How the light moves(mirror.xyz) |
How the light moves(mirror.xyz) |
I think what he had was more what the finished space could look like. Interior design/decoration is not what the architect was providing.
> “It seems that perfection is attained not when there is nothing more to add, but when there is nothing more to remove.” - Antoine de Saint Exupéry
My real estate agent told me to leave my furniture in the house, but since I would prefer to see it without the clutter, I didn't and took everything out. Much later I learned that people are really, really bad at visualization and spatial perception. I've spent a good chunk of my life looking at floor plans, so being able to see a space from a top-down, 2D view comes naturally. But an awful lot of people cannot do this very well.
This is why architects make 3D images (or, in the past, build physical models). J. Random Client cannot visualize the spaces from a floor plan.
The article is interesting because usually interior design is part of the architectural process, which would include furniture and fixtures and equipment. But I can see where, if FFE is not included in the contract, the architect would prefer to showcase their design alone. But, I suspect, the client probably would prefer to see something in there if only to provide scale. (Oddly, putting a human in the drawing helps, but not as much as seeing the actual furniture. Bad spatial awareness strikes again.)
That can include interior design too, e.g., Frank Lloyd Wright.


• Aim of the task: For this exercise, return all the data word for word, with images left out.

Data items

>>

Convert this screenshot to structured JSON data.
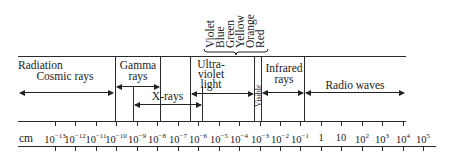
{
  "diagram": {
    "row_label": "Radiation",
    "unit_label": "cm",
    "visible_colors": [
      "Violet",
      "Blue",
      "Green",
      "Yellow",
      "Orange",
      "Red"
    ],
    "regions": [
      {
        "name": "Cosmic rays",
        "lines": [
          "Cosmic rays"
        ]
      },
      {
        "name": "Gamma rays",
        "lines": [
          "Gamma",
          "rays"
        ]
      },
      {
        "name": "X-rays",
        "lines": [
          "X-rays"
        ]
      },
      {
        "name": "Ultraviolet light",
        "lines": [
          "Ultra-",
          "violet",
          "light"
        ]
      },
      {
        "name": "Visible",
        "lines": [
          "Visible"
        ]
      },
      {
        "name": "Infrared rays",
        "lines": [
          "Infrared",
          "rays"
        ]
      },
      {
        "name": "Radio waves",
        "lines": [
          "Radio waves"
        ]
      }
    ],
    "axis_ticks": [
      {
        "base": "10",
        "exp": "−13"
      },
      {
        "base": "10",
        "exp": "−12"
      },
      {
        "base": "10",
        "exp": "−11"
      },
      {
        "base": "10",
        "exp": "−10"
      },
      {
        "base": "10",
        "exp": "−9"
      },
      {
        "base": "10",
        "exp": "−8"
      },
      {
        "base": "10",
        "exp": "−7"
      },
      {
        "base": "10",
        "exp": "−6"
      },
      {
        "base": "10",
        "exp": "−5"
      },
      {
        "base": "10",
        "exp": "−4"
      },
      {
        "base": "10",
        "exp": "−3"
      },
      {
        "base": "10",
        "exp": "−2"
      },
      {
        "base": "10",
        "exp": "−1"
      },
      {
        "base": "1",
        "exp": ""
      },
      {
        "base": "10",
        "exp": ""
      },
      {
        "base": "10",
        "exp": "2"
      },
      {
        "base": "10",
        "exp": "3"
      },
      {
        "base": "10",
        "exp": "4"
      },
      {
        "base": "10",
        "exp": "5"
      }
    ]
  }
}
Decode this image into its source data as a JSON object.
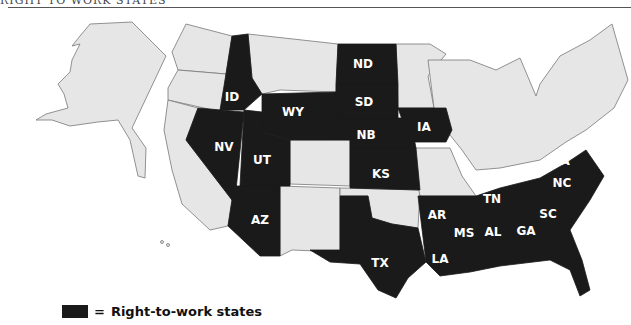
{
  "header": {
    "title_partial": "RIGHT TO WORK STATES"
  },
  "legend": {
    "equals": "=",
    "label": "Right-to-work states",
    "swatch_color": "#1a1a1a"
  },
  "colors": {
    "right_to_work": "#1a1a1a",
    "other": "#e6e6e6",
    "border": "#777777"
  },
  "map": {
    "right_to_work_states": [
      "ID",
      "WY",
      "ND",
      "SD",
      "NB",
      "IA",
      "NV",
      "UT",
      "AZ",
      "KS",
      "TX",
      "AR",
      "LA",
      "MS",
      "AL",
      "TN",
      "GA",
      "SC",
      "NC",
      "VA",
      "FL"
    ],
    "labels": {
      "ID": "ID",
      "WY": "WY",
      "ND": "ND",
      "SD": "SD",
      "NB": "NB",
      "IA": "IA",
      "NV": "NV",
      "UT": "UT",
      "AZ": "AZ",
      "KS": "KS",
      "TX": "TX",
      "AR": "AR",
      "LA": "LA",
      "MS": "MS",
      "AL": "AL",
      "TN": "TN",
      "GA": "GA",
      "SC": "SC",
      "NC": "NC",
      "VA": "VA",
      "FL": "FL"
    }
  }
}
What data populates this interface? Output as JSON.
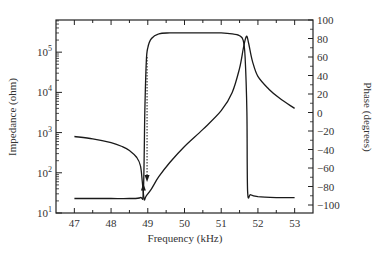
{
  "chart_data": {
    "type": "line",
    "title": "",
    "xlabel": "Frequency (kHz)",
    "ylabel": "Impedance (ohm)",
    "y2label": "Phase (degrees)",
    "xlim": [
      46.5,
      53.5
    ],
    "ylim_log10": [
      1,
      5.8
    ],
    "y2lim": [
      -100,
      100
    ],
    "grid": false,
    "legend": "none",
    "x_ticks": [
      "47",
      "48",
      "49",
      "50",
      "51",
      "52",
      "53"
    ],
    "x_tick_values": [
      47,
      48,
      49,
      50,
      51,
      52,
      53
    ],
    "y_ticks": [
      "10^1",
      "10^2",
      "10^3",
      "10^4",
      "10^5"
    ],
    "y_tick_exponents": [
      1,
      2,
      3,
      4,
      5
    ],
    "y2_ticks": [
      "100",
      "80",
      "60",
      "40",
      "20",
      "0",
      "-20",
      "-40",
      "-60",
      "-80",
      "-100"
    ],
    "y2_tick_values": [
      100,
      80,
      60,
      40,
      20,
      0,
      -20,
      -40,
      -60,
      -80,
      -100
    ],
    "series": [
      {
        "name": "Impedance",
        "axis": "left",
        "scale": "log",
        "x": [
          47.0,
          47.5,
          48.0,
          48.3,
          48.5,
          48.7,
          48.8,
          48.85,
          48.9,
          48.95,
          49.1,
          49.3,
          49.6,
          50.0,
          50.5,
          51.0,
          51.3,
          51.5,
          51.6,
          51.65,
          51.7,
          51.75,
          51.85,
          52.0,
          52.3,
          52.6,
          53.0
        ],
        "values": [
          800,
          700,
          560,
          450,
          360,
          240,
          150,
          60,
          22,
          26,
          40,
          80,
          180,
          450,
          1200,
          3500,
          10000,
          40000,
          120000,
          200000,
          250000,
          160000,
          60000,
          25000,
          12000,
          7000,
          4000
        ]
      },
      {
        "name": "Phase",
        "axis": "right",
        "scale": "linear",
        "x": [
          47.0,
          47.5,
          48.0,
          48.5,
          48.8,
          48.88,
          48.92,
          48.96,
          49.0,
          49.1,
          49.3,
          49.6,
          50.0,
          50.5,
          51.0,
          51.3,
          51.5,
          51.6,
          51.65,
          51.7,
          51.72,
          51.8,
          52.0,
          52.5,
          53.0
        ],
        "values": [
          -93,
          -93,
          -93,
          -93,
          -92,
          -85,
          0,
          55,
          70,
          80,
          85,
          86,
          86,
          86,
          86,
          85,
          83,
          78,
          60,
          0,
          -85,
          -89,
          -91,
          -92,
          -92
        ]
      }
    ],
    "annotations": [
      {
        "type": "arrow-up",
        "label": "up-sweep",
        "x": 48.88,
        "y_phase": -80
      },
      {
        "type": "arrow-down",
        "label": "down-sweep (dotted)",
        "x": 48.98,
        "y_phase_from": 60,
        "y_phase_to": -72
      }
    ]
  }
}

<<

• Written response:
Convert this screenshot to structured JSON data.
{
  "diagram": {
    "row_label": "Radiation",
    "unit_label": "cm",
    "visible_colors": [
      "Violet",
      "Blue",
      "Green",
      "Yellow",
      "Orange",
      "Red"
    ],
    "regions": [
      {
        "name": "Cosmic rays",
        "lines": [
          "Cosmic rays"
        ]
      },
      {
        "name": "Gamma rays",
        "lines": [
          "Gamma",
          "rays"
        ]
      },
      {
        "name": "X-rays",
        "lines": [
          "X-rays"
        ]
      },
      {
        "name": "Ultraviolet light",
        "lines": [
          "Ultra-",
          "violet",
          "light"
        ]
      },
      {
        "name": "Visible",
        "lines": [
          "Visible"
        ]
      },
      {
        "name": "Infrared rays",
        "lines": [
          "Infrared",
          "rays"
        ]
      },
      {
        "name": "Radio waves",
        "lines": [
          "Radio waves"
        ]
      }
    ],
    "axis_ticks": [
      {
        "base": "10",
        "exp": "−13"
      },
      {
        "base": "10",
        "exp": "−12"
      },
      {
        "base": "10",
        "exp": "−11"
      },
      {
        "base": "10",
        "exp": "−10"
      },
      {
        "base": "10",
        "exp": "−9"
      },
      {
        "base": "10",
        "exp": "−8"
      },
      {
        "base": "10",
        "exp": "−7"
      },
      {
        "base": "10",
        "exp": "−6"
      },
      {
        "base": "10",
        "exp": "−5"
      },
      {
        "base": "10",
        "exp": "−4"
      },
      {
        "base": "10",
        "exp": "−3"
      },
      {
        "base": "10",
        "exp": "−2"
      },
      {
        "base": "10",
        "exp": "−1"
      },
      {
        "base": "1",
        "exp": ""
      },
      {
        "base": "10",
        "exp": ""
      },
      {
        "base": "10",
        "exp": "2"
      },
      {
        "base": "10",
        "exp": "3"
      },
      {
        "base": "10",
        "exp": "4"
      },
      {
        "base": "10",
        "exp": "5"
      }
    ]
  }
}
Decode this image into its source data as a JSON object.
{
  "header": {
    "title_partial": "RIGHT TO WORK STATES"
  },
  "legend": {
    "equals": "=",
    "label": "Right-to-work states",
    "swatch_color": "#1a1a1a"
  },
  "colors": {
    "right_to_work": "#1a1a1a",
    "other": "#e6e6e6",
    "border": "#777777"
  },
  "map": {
    "right_to_work_states": [
      "ID",
      "WY",
      "ND",
      "SD",
      "NB",
      "IA",
      "NV",
      "UT",
      "AZ",
      "KS",
      "TX",
      "AR",
      "LA",
      "MS",
      "AL",
      "TN",
      "GA",
      "SC",
      "NC",
      "VA",
      "FL"
    ],
    "labels": {
      "ID": "ID",
      "WY": "WY",
      "ND": "ND",
      "SD": "SD",
      "NB": "NB",
      "IA": "IA",
      "NV": "NV",
      "UT": "UT",
      "AZ": "AZ",
      "KS": "KS",
      "TX": "TX",
      "AR": "AR",
      "LA": "LA",
      "MS": "MS",
      "AL": "AL",
      "TN": "TN",
      "GA": "GA",
      "SC": "SC",
      "NC": "NC",
      "VA": "VA",
      "FL": "FL"
    }
  }
}
What data populates this interface? Output as JSON.
{
  "chart_data": {
    "type": "line",
    "title": "",
    "xlabel": "Frequency (kHz)",
    "ylabel": "Impedance (ohm)",
    "y2label": "Phase (degrees)",
    "xlim": [
      46.5,
      53.5
    ],
    "ylim_log10": [
      1,
      5.8
    ],
    "y2lim": [
      -100,
      100
    ],
    "grid": false,
    "legend": "none",
    "x_ticks": [
      "47",
      "48",
      "49",
      "50",
      "51",
      "52",
      "53"
    ],
    "x_tick_values": [
      47,
      48,
      49,
      50,
      51,
      52,
      53
    ],
    "y_ticks": [
      "10^1",
      "10^2",
      "10^3",
      "10^4",
      "10^5"
    ],
    "y_tick_exponents": [
      1,
      2,
      3,
      4,
      5
    ],
    "y2_ticks": [
      "100",
      "80",
      "60",
      "40",
      "20",
      "0",
      "-20",
      "-40",
      "-60",
      "-80",
      "-100"
    ],
    "y2_tick_values": [
      100,
      80,
      60,
      40,
      20,
      0,
      -20,
      -40,
      -60,
      -80,
      -100
    ],
    "series": [
      {
        "name": "Impedance",
        "axis": "left",
        "scale": "log",
        "x": [
          47.0,
          47.5,
          48.0,
          48.3,
          48.5,
          48.7,
          48.8,
          48.85,
          48.9,
          48.95,
          49.1,
          49.3,
          49.6,
          50.0,
          50.5,
          51.0,
          51.3,
          51.5,
          51.6,
          51.65,
          51.7,
          51.75,
          51.85,
          52.0,
          52.3,
          52.6,
          53.0
        ],
        "values": [
          800,
          700,
          560,
          450,
          360,
          240,
          150,
          60,
          22,
          26,
          40,
          80,
          180,
          450,
          1200,
          3500,
          10000,
          40000,
          120000,
          200000,
          250000,
          160000,
          60000,
          25000,
          12000,
          7000,
          4000
        ]
      },
      {
        "name": "Phase",
        "axis": "right",
        "scale": "linear",
        "x": [
          47.0,
          47.5,
          48.0,
          48.5,
          48.8,
          48.88,
          48.92,
          48.96,
          49.0,
          49.1,
          49.3,
          49.6,
          50.0,
          50.5,
          51.0,
          51.3,
          51.5,
          51.6,
          51.65,
          51.7,
          51.72,
          51.8,
          52.0,
          52.5,
          53.0
        ],
        "values": [
          -93,
          -93,
          -93,
          -93,
          -92,
          -85,
          0,
          55,
          70,
          80,
          85,
          86,
          86,
          86,
          86,
          85,
          83,
          78,
          60,
          0,
          -85,
          -89,
          -91,
          -92,
          -92
        ]
      }
    ],
    "annotations": [
      {
        "type": "arrow-up",
        "label": "up-sweep",
        "x": 48.88,
        "y_phase": -80
      },
      {
        "type": "arrow-down",
        "label": "down-sweep (dotted)",
        "x": 48.98,
        "y_phase_from": 60,
        "y_phase_to": -72
      }
    ]
  }
}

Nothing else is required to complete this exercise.